27 MAY 1949, Page 2

The Telephone Tax

The Postmaster-General's handling of the telephone question on Monday created such profound mental confusion that the House passed from the subject to another, equally contentious, still com- pletely ignorant of what the Government's changed intentions—if changed at all—were. That was not entirely Mr. Paling's fault. He had been put up to defend a quite indefensible impost, levied through the convenient agency of the Post Office. There was nothing to he said in favour of increasing, for the benefit of the Exchequer, charges for a telephone service which makes a profit of Lzo million a year as it is. There is indeed everything to be said against it, and it is said with quite as much force and vigour from the Government back benches as from the Opposition side of the House. To use a nationalised monopoly to make profit for the Exchequer is inexcus- able. The only justification for nationalisation at all is the claim that under it the consumer is assured of getting the best service at the lowest cost. To put up the cost deliberately, in order to increase the national revenue by overcharging one particular class of consumer, is an intolerable imposition. Almost worse than the tax itself is the argument by which the Chancellor, invoking here the support of the Postmaster-General, sought to justify it. It would, he said, relieve the pressure of demand, in other words shorten the list of applicants for new telephones. That can mean only that telephones are to be rationed by price—a procedure which in the case of other commodities the Labour Party has consistently condemned—and that telephones are to go not to those who can base their claim on legiti- mate need but to those who can afford the increased charges. The debate, however, seems to have made some impression, and it would appear that while the surcharge for local calls is to go up from 15 per cent. to 5o per cent. the increase in the basic rental charge may be abandoned. Inasmuch as the former charge is merely a disguised tax, being in no way required to meet a rise in costs, all the objections to the tax on principle stand.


YOUR TASK:
Give back every record word for word, keeping the pictures out.

╭──

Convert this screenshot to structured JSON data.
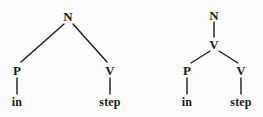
{
  "figure": {
    "type": "syntax-tree-pair",
    "background_color": "#fdfdfd",
    "ink_color": "#1c1c1c"
  },
  "trees": [
    {
      "id": "tree-left",
      "description": "Flat structure: N immediately dominates P and V",
      "nodes": [
        {
          "id": "l-n",
          "label": "N",
          "kind": "category",
          "x": 68,
          "y": 16
        },
        {
          "id": "l-p",
          "label": "P",
          "kind": "category",
          "x": 17,
          "y": 70
        },
        {
          "id": "l-v",
          "label": "V",
          "kind": "category",
          "x": 110,
          "y": 70
        },
        {
          "id": "l-in",
          "label": "in",
          "kind": "word",
          "x": 17,
          "y": 102
        },
        {
          "id": "l-step",
          "label": "step",
          "kind": "word",
          "x": 110,
          "y": 102
        }
      ],
      "edges": [
        {
          "from": "l-n",
          "to": "l-p",
          "x1": 64,
          "y1": 24,
          "x2": 21,
          "y2": 62
        },
        {
          "from": "l-n",
          "to": "l-v",
          "x1": 73,
          "y1": 24,
          "x2": 107,
          "y2": 62
        },
        {
          "from": "l-p",
          "to": "l-in",
          "x1": 17,
          "y1": 78,
          "x2": 17,
          "y2": 94
        },
        {
          "from": "l-v",
          "to": "l-step",
          "x1": 110,
          "y1": 78,
          "x2": 110,
          "y2": 94
        }
      ]
    },
    {
      "id": "tree-right",
      "description": "Layered structure: N dominates V, which dominates P and V",
      "nodes": [
        {
          "id": "r-n",
          "label": "N",
          "kind": "category",
          "x": 214,
          "y": 15
        },
        {
          "id": "r-v1",
          "label": "V",
          "kind": "category",
          "x": 214,
          "y": 44
        },
        {
          "id": "r-p",
          "label": "P",
          "kind": "category",
          "x": 187,
          "y": 70
        },
        {
          "id": "r-v2",
          "label": "V",
          "kind": "category",
          "x": 241,
          "y": 70
        },
        {
          "id": "r-in",
          "label": "in",
          "kind": "word",
          "x": 187,
          "y": 102
        },
        {
          "id": "r-step",
          "label": "step",
          "kind": "word",
          "x": 241,
          "y": 102
        }
      ],
      "edges": [
        {
          "from": "r-n",
          "to": "r-v1",
          "x1": 214,
          "y1": 22,
          "x2": 214,
          "y2": 37
        },
        {
          "from": "r-v1",
          "to": "r-p",
          "x1": 210,
          "y1": 51,
          "x2": 191,
          "y2": 63
        },
        {
          "from": "r-v1",
          "to": "r-v2",
          "x1": 219,
          "y1": 51,
          "x2": 238,
          "y2": 63
        },
        {
          "from": "r-p",
          "to": "r-in",
          "x1": 187,
          "y1": 78,
          "x2": 187,
          "y2": 94
        },
        {
          "from": "r-v2",
          "to": "r-step",
          "x1": 241,
          "y1": 78,
          "x2": 241,
          "y2": 94
        }
      ]
    }
  ]
}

╰──

COMPLETED EXERCISE:
Convert this screenshot to structured JSON data.
{
  "figure": {
    "type": "syntax-tree-pair",
    "background_color": "#fdfdfd",
    "ink_color": "#1c1c1c"
  },
  "trees": [
    {
      "id": "tree-left",
      "description": "Flat structure: N immediately dominates P and V",
      "nodes": [
        {
          "id": "l-n",
          "label": "N",
          "kind": "category",
          "x": 68,
          "y": 16
        },
        {
          "id": "l-p",
          "label": "P",
          "kind": "category",
          "x": 17,
          "y": 70
        },
        {
          "id": "l-v",
          "label": "V",
          "kind": "category",
          "x": 110,
          "y": 70
        },
        {
          "id": "l-in",
          "label": "in",
          "kind": "word",
          "x": 17,
          "y": 102
        },
        {
          "id": "l-step",
          "label": "step",
          "kind": "word",
          "x": 110,
          "y": 102
        }
      ],
      "edges": [
        {
          "from": "l-n",
          "to": "l-p",
          "x1": 64,
          "y1": 24,
          "x2": 21,
          "y2": 62
        },
        {
          "from": "l-n",
          "to": "l-v",
          "x1": 73,
          "y1": 24,
          "x2": 107,
          "y2": 62
        },
        {
          "from": "l-p",
          "to": "l-in",
          "x1": 17,
          "y1": 78,
          "x2": 17,
          "y2": 94
        },
        {
          "from": "l-v",
          "to": "l-step",
          "x1": 110,
          "y1": 78,
          "x2": 110,
          "y2": 94
        }
      ]
    },
    {
      "id": "tree-right",
      "description": "Layered structure: N dominates V, which dominates P and V",
      "nodes": [
        {
          "id": "r-n",
          "label": "N",
          "kind": "category",
          "x": 214,
          "y": 15
        },
        {
          "id": "r-v1",
          "label": "V",
          "kind": "category",
          "x": 214,
          "y": 44
        },
        {
          "id": "r-p",
          "label": "P",
          "kind": "category",
          "x": 187,
          "y": 70
        },
        {
          "id": "r-v2",
          "label": "V",
          "kind": "category",
          "x": 241,
          "y": 70
        },
        {
          "id": "r-in",
          "label": "in",
          "kind": "word",
          "x": 187,
          "y": 102
        },
        {
          "id": "r-step",
          "label": "step",
          "kind": "word",
          "x": 241,
          "y": 102
        }
      ],
      "edges": [
        {
          "from": "r-n",
          "to": "r-v1",
          "x1": 214,
          "y1": 22,
          "x2": 214,
          "y2": 37
        },
        {
          "from": "r-v1",
          "to": "r-p",
          "x1": 210,
          "y1": 51,
          "x2": 191,
          "y2": 63
        },
        {
          "from": "r-v1",
          "to": "r-v2",
          "x1": 219,
          "y1": 51,
          "x2": 238,
          "y2": 63
        },
        {
          "from": "r-p",
          "to": "r-in",
          "x1": 187,
          "y1": 78,
          "x2": 187,
          "y2": 94
        },
        {
          "from": "r-v2",
          "to": "r-step",
          "x1": 241,
          "y1": 78,
          "x2": 241,
          "y2": 94
        }
      ]
    }
  ]
}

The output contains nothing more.